A great deal of time and energy has been spent battling the myth that alternative investments as a rule are much more risky than traditional long-only investments. This prejudice persists despite overwhelming evidence to the contrary, evidence that is starting to change the look of managed money.
It is not newsworthy – but probably necessary – to point out that alternative investments have outperformed traditional investments in recent years. Those clinging to the myth that alternative investments are riskier than traditional strategies would argue against chasing hot money and have encouraged investors to stay the course even when that course has directed them down an ugly unprofitable path for three years now.
It could be argued that these defenders of the long-only world are the ones clinging to the hot-money memories of the 1990s equities joy ride that came to a screeching halt in March 2000. They argue that equities markets – over time always go up. While true, the question is over how much time?
It was during the recent period of unprecedented appreciation in equities prices – dating to 1982 or 1974, depending on who you ask – in which modern notions of what constitutes good performance and who produces it were formed. Traditional investment managers produced steady profits, and alternatives weren’t needed to make money. With the stock market on the upswing, managers adopted the goal of outper- forming a predetermined benchmark, usually the S&P 500. That is a reasonable goal during periods of steady equity market growth. It is also a goal that has proven hard to maintain during irrational exuberance, as in the late 1990s and one that offers little solace to investors in bear markets. (See “A different ball game,” right)
In his book The Prudent Investor’s Guide to Hedge Funds, James P. Owen reports only 7% of diversified domestic equity mutual funds beat the S&P 500 in the second half of the 1990s. Owen spent his career working for traditional money management firms but became enamored with hedge funds after retirement, eventually working for one.
Hedge funds however, have always been absolute return vehicles, which is what traditional investments were, Owens claims, years before the relative return craze.
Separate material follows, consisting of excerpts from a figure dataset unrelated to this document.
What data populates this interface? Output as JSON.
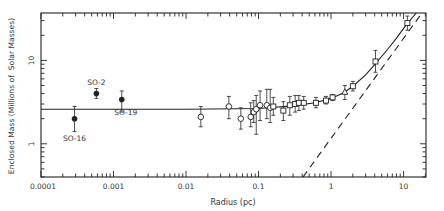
{
  "chart_data": {
    "type": "scatter",
    "title": "",
    "xlabel": "Radius (pc)",
    "ylabel": "Enclosed Mass (Millions of  Solar Masses)",
    "xscale": "log",
    "yscale": "log",
    "xlim": [
      0.0001,
      20.4
    ],
    "ylim": [
      0.4,
      37
    ],
    "xticks": [
      {
        "value": 0.0001,
        "label": "0.0001"
      },
      {
        "value": 0.001,
        "label": "0.001"
      },
      {
        "value": 0.01,
        "label": "0.01"
      },
      {
        "value": 0.1,
        "label": "0.1"
      },
      {
        "value": 1,
        "label": "1"
      },
      {
        "value": 10,
        "label": "10"
      }
    ],
    "yticks": [
      {
        "value": 1,
        "label": "1"
      },
      {
        "value": 10,
        "label": "10"
      }
    ],
    "grid": false,
    "legend": null,
    "series": [
      {
        "name": "Stellar orbits",
        "marker": "filled-circle",
        "points": [
          {
            "x": 0.00029,
            "y": 2.0,
            "ylo": 1.4,
            "yhi": 2.8,
            "label": "SO-16"
          },
          {
            "x": 0.00058,
            "y": 4.0,
            "ylo": 3.5,
            "yhi": 4.6,
            "label": "SO-2"
          },
          {
            "x": 0.0013,
            "y": 3.4,
            "ylo": 2.4,
            "yhi": 4.3,
            "label": "SO-19"
          }
        ]
      },
      {
        "name": "Open circles",
        "marker": "open-circle",
        "points": [
          {
            "x": 0.016,
            "y": 2.1,
            "ylo": 1.6,
            "yhi": 2.8
          },
          {
            "x": 0.039,
            "y": 2.8,
            "ylo": 2.0,
            "yhi": 3.7
          },
          {
            "x": 0.057,
            "y": 2.0,
            "ylo": 1.5,
            "yhi": 2.7
          },
          {
            "x": 0.078,
            "y": 2.1,
            "ylo": 1.6,
            "yhi": 3.1
          },
          {
            "x": 0.086,
            "y": 2.4,
            "ylo": 1.8,
            "yhi": 3.3
          },
          {
            "x": 0.093,
            "y": 2.6,
            "ylo": 1.3,
            "yhi": 3.8
          },
          {
            "x": 0.105,
            "y": 2.9,
            "ylo": 1.9,
            "yhi": 4.3
          },
          {
            "x": 0.13,
            "y": 2.9,
            "ylo": 2.0,
            "yhi": 4.5
          },
          {
            "x": 0.145,
            "y": 2.7,
            "ylo": 1.8,
            "yhi": 4.5
          }
        ]
      },
      {
        "name": "Open squares",
        "marker": "open-square",
        "points": [
          {
            "x": 0.16,
            "y": 2.8,
            "ylo": 2.2,
            "yhi": 3.6
          },
          {
            "x": 0.22,
            "y": 2.5,
            "ylo": 1.9,
            "yhi": 3.2
          },
          {
            "x": 0.27,
            "y": 2.9,
            "ylo": 2.2,
            "yhi": 3.7
          },
          {
            "x": 0.32,
            "y": 3.0,
            "ylo": 2.4,
            "yhi": 3.8
          },
          {
            "x": 0.36,
            "y": 3.1,
            "ylo": 2.5,
            "yhi": 3.8
          },
          {
            "x": 0.42,
            "y": 3.1,
            "ylo": 2.6,
            "yhi": 3.7
          },
          {
            "x": 0.62,
            "y": 3.1,
            "ylo": 2.7,
            "yhi": 3.6
          },
          {
            "x": 0.85,
            "y": 3.3,
            "ylo": 3.0,
            "yhi": 3.7
          },
          {
            "x": 1.05,
            "y": 3.6,
            "ylo": 3.3,
            "yhi": 3.9
          },
          {
            "x": 2.0,
            "y": 4.9,
            "ylo": 4.3,
            "yhi": 5.6
          },
          {
            "x": 4.1,
            "y": 9.7,
            "ylo": 7.2,
            "yhi": 13.2
          },
          {
            "x": 11.3,
            "y": 28,
            "ylo": 23,
            "yhi": 34
          }
        ]
      },
      {
        "name": "Triangle",
        "marker": "open-triangle",
        "points": [
          {
            "x": 1.55,
            "y": 4.2,
            "ylo": 3.4,
            "yhi": 5.0
          }
        ]
      }
    ],
    "lines": [
      {
        "name": "Total mass model (point mass + cluster)",
        "style": "solid",
        "points": [
          [
            0.0001,
            2.6
          ],
          [
            0.01,
            2.6
          ],
          [
            0.1,
            2.65
          ],
          [
            0.3,
            2.85
          ],
          [
            0.6,
            3.1
          ],
          [
            1.0,
            3.5
          ],
          [
            1.5,
            4.1
          ],
          [
            2.0,
            4.9
          ],
          [
            3.0,
            6.7
          ],
          [
            4.0,
            8.9
          ],
          [
            6.0,
            13.5
          ],
          [
            8.0,
            18.5
          ],
          [
            11.0,
            27
          ],
          [
            15.0,
            37
          ]
        ]
      },
      {
        "name": "Stellar cluster contribution",
        "style": "dashed",
        "points": [
          [
            0.41,
            0.4
          ],
          [
            17.4,
            35.7
          ]
        ]
      }
    ],
    "annotations": [
      {
        "text": "SO-2",
        "x": 0.00058,
        "y": 4.0,
        "position": "above"
      },
      {
        "text": "SO-19",
        "x": 0.0013,
        "y": 3.4,
        "position": "below"
      },
      {
        "text": "SO-16",
        "x": 0.00029,
        "y": 2.0,
        "position": "below"
      }
    ]
  },
  "plot_box": {
    "left": 41,
    "top": 13,
    "right": 426,
    "bottom": 177
  },
  "colors": {
    "ink": "#222222",
    "text": "#333333",
    "background": "#ffffff"
  }
}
Absolute return strategies attempt to produce consistent returns and preserve capital. They look for opportunities rather than investments. Hedge funds are defined by their structure rather than their strategies, which are numerous and varied.
Their reputation as high risk, mysterious vehicles stems from the global macro strategy, which is the most open-ended approach characterized by high profile managers. That strategy went from the most popular 10 years ago to approximately 10% of the asset class today. There has been a resurgence of the traditional form of hedge fund in recent years. Long/short equity strategies compose nearly half of all hedge funds and most others involve arbitrage strategies that use highly liquid instruments.
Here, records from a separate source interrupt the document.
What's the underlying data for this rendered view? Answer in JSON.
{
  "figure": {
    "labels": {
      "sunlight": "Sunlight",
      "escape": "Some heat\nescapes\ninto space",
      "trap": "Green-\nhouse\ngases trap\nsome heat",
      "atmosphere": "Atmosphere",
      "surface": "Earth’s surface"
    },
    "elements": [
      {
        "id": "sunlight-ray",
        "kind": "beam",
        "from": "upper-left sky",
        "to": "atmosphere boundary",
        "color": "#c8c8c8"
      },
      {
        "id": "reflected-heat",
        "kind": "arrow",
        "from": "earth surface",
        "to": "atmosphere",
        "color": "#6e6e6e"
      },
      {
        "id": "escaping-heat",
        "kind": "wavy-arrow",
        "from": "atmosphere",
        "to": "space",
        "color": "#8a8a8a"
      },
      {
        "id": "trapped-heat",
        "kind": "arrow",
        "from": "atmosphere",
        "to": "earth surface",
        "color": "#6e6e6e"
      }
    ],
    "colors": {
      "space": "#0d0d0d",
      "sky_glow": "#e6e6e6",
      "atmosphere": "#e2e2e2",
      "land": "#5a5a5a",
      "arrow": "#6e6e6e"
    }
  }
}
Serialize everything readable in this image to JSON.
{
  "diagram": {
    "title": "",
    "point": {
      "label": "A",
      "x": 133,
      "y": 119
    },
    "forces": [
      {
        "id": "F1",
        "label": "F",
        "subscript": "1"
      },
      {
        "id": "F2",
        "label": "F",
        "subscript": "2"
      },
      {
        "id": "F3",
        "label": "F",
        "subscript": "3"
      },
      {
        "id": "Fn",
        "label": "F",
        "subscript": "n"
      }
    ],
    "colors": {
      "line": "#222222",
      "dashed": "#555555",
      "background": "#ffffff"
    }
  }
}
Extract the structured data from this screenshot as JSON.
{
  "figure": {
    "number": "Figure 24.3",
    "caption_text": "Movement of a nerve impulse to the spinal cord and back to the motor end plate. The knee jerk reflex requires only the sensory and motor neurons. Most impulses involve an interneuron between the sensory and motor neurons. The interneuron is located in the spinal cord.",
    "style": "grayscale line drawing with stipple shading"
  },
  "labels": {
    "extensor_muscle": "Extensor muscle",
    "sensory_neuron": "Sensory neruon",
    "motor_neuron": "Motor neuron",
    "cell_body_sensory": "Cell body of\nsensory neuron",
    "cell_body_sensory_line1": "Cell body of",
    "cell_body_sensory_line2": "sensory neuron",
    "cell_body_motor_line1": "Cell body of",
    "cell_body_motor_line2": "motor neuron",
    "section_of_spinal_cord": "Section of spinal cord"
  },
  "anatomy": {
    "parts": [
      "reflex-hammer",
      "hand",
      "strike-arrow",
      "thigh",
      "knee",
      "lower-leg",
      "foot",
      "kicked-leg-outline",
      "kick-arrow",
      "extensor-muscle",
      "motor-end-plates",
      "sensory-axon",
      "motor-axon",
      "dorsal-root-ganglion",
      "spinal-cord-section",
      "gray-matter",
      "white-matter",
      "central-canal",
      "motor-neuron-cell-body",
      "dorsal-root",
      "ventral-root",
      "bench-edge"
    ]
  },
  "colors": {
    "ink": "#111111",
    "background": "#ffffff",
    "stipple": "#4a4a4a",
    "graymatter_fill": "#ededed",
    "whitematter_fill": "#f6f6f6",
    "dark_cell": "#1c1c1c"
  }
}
While diversification is a virtue that nearly all managers agree on – both traditional and alternative managers their definitions of it are another attribute that varies greatly. In the traditional long-only world, diversification means a mix of stocks and bonds or a mix of value and growth stocks or a mix of stocks across sectors or perhaps a mix of mid-caps and blue chips. While those mixes may sound diversified to the average investor, most alternative investment managers would say only the stock and bond scenario provides substantial diversification. The other attempts try to diversify using only one side of the market – the long side.
One good thing about diversification is it can feed off itself. Hedge funds diversify a long-only investment portfolio, which claims to be diversified across some parameter; market neutral strategies offer a further diversification; fund of funds further diversify an alternative strategy; and managed futures offer even higher non- correlated benefits. Even within managed futures, increasingly more managers are creating strategies that offer diversification from the traditional long-term trend-following approach.
A DIFFERENT BALL GAME
Tying your investment instrument to the performance of the S&P 500 made sense and led to huge growth in mutual funds numbers (estimated to be to 10,000 from 500 between 1980 and 2000). But fund managers could not keep up with that growth in the late 1990s and have been tied to an anchor since March 2000.
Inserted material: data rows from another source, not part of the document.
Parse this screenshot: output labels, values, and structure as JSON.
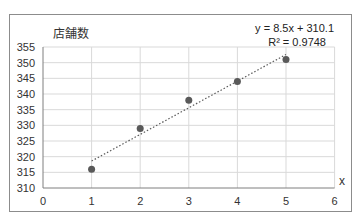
{
  "chart_data": {
    "type": "scatter",
    "title": "",
    "xlabel": "x",
    "ylabel": "店舗数",
    "xlim": [
      0,
      6
    ],
    "ylim": [
      310,
      355
    ],
    "x_ticks": [
      "0",
      "1",
      "2",
      "3",
      "4",
      "5",
      "6"
    ],
    "y_ticks": [
      "310",
      "315",
      "320",
      "325",
      "330",
      "335",
      "340",
      "345",
      "350",
      "355"
    ],
    "grid": true,
    "legend": null,
    "series": [
      {
        "name": "店舗数",
        "x": [
          1,
          2,
          3,
          4,
          5
        ],
        "y": [
          316,
          329,
          338,
          344,
          351
        ],
        "color": "#595959"
      }
    ],
    "trendline": {
      "type": "linear",
      "style": "dotted",
      "slope": 8.5,
      "intercept": 310.1,
      "x_range": [
        1,
        5
      ],
      "equation_label": "y = 8.5x + 310.1",
      "r2_label": "R² = 0.9748"
    }
  },
  "labels": {
    "ylabel": "店舗数",
    "xlabel": "x",
    "equation": "y = 8.5x + 310.1",
    "r2": "R² = 0.9748"
  }
}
Whether considered a part of the hedge fund universe or a completely separate asset class, managed futures can stand on its own as a strategy offering solid risk-adjusted returns in any market condition. The most common managed futures strategy is technical trend following. The traditional world refers to such an approach as market timing – something it likes to claim does not work. The long- term results of many practitioners, though, strongly suggest otherwise. Certainly, trend following faces difficult periods and a maddening tendency to give back a high portion of open equity profits. This has led managers to try and build better mouse-traps. By developing strategies to anticipate moves rather than jump on a moving trend, the asset class has created diversification from within.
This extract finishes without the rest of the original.